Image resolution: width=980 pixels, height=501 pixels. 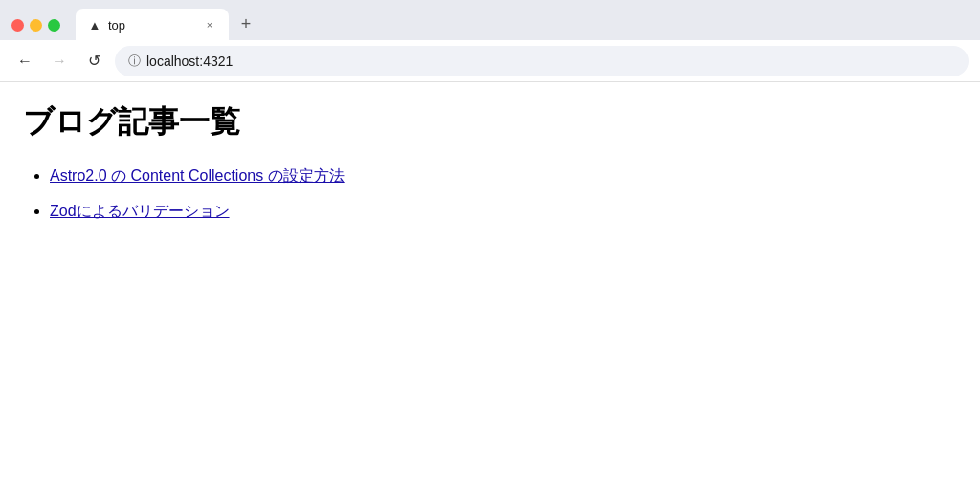 I want to click on reload-icon: ↺, so click(x=94, y=61).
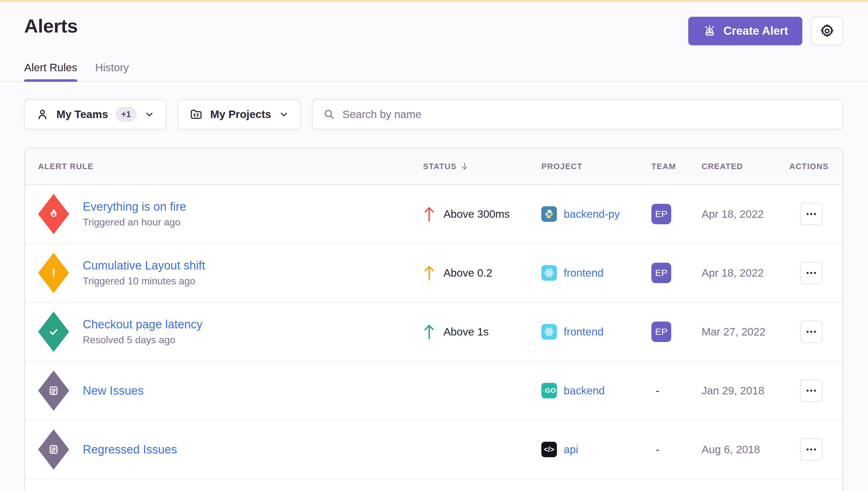  I want to click on column-header-team: Team, so click(677, 167).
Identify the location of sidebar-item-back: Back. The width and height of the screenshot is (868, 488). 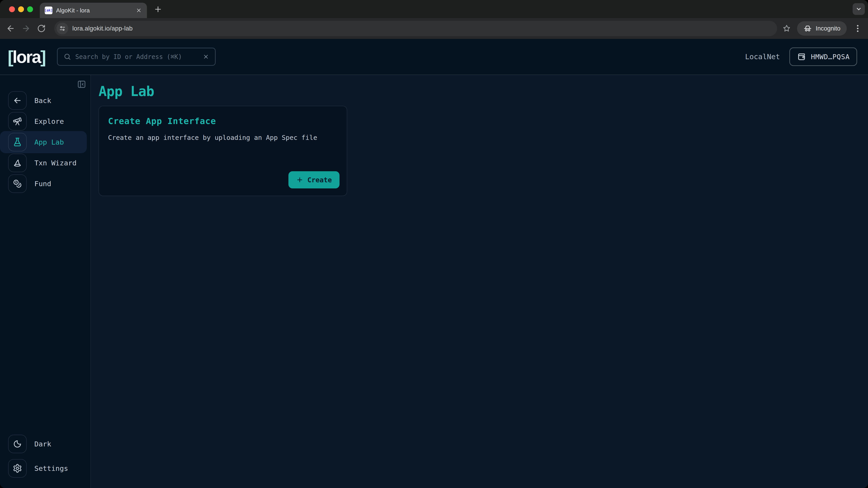
(45, 100).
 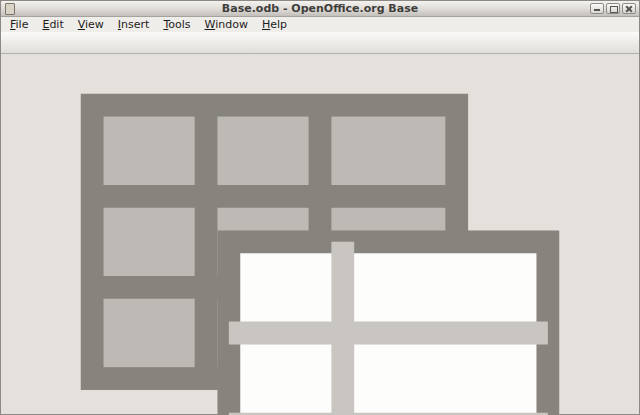 What do you see at coordinates (597, 8) in the screenshot?
I see `minimize-icon` at bounding box center [597, 8].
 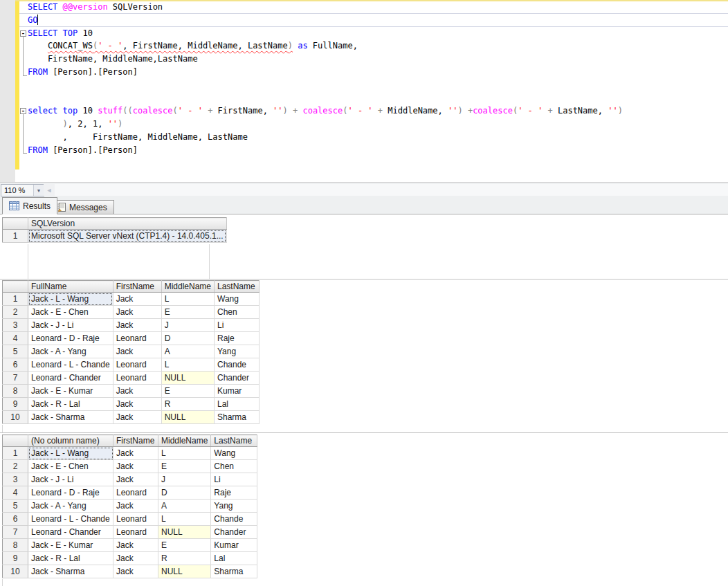 I want to click on column-header: FullName, so click(x=71, y=286).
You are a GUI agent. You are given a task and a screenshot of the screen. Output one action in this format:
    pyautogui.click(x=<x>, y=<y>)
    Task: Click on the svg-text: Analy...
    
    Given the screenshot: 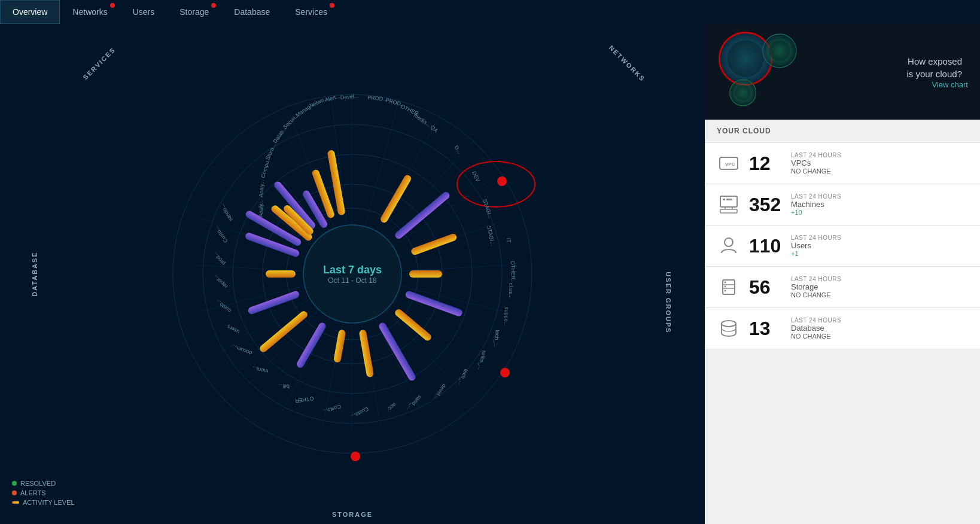 What is the action you would take?
    pyautogui.click(x=261, y=208)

= Activity =
Above are the records; copy from them only the lines starting at the one containing "Identify the location" and ending at the one containing "Task: Click on the svg-text: Analy...", exactly and without pictures.

= Response box =
Identify the location of sidebar-item-back: Back. The width and height of the screenshot is (868, 488). 
(45, 100).
  What do you see at coordinates (597, 8) in the screenshot?
I see `minimize-icon` at bounding box center [597, 8].
  I want to click on column-header: FullName, so click(x=71, y=286).
You are a GUI agent. You are given a task and a screenshot of the screen. Output one action in this format:
    pyautogui.click(x=<x>, y=<y>)
    Task: Click on the svg-text: Analy...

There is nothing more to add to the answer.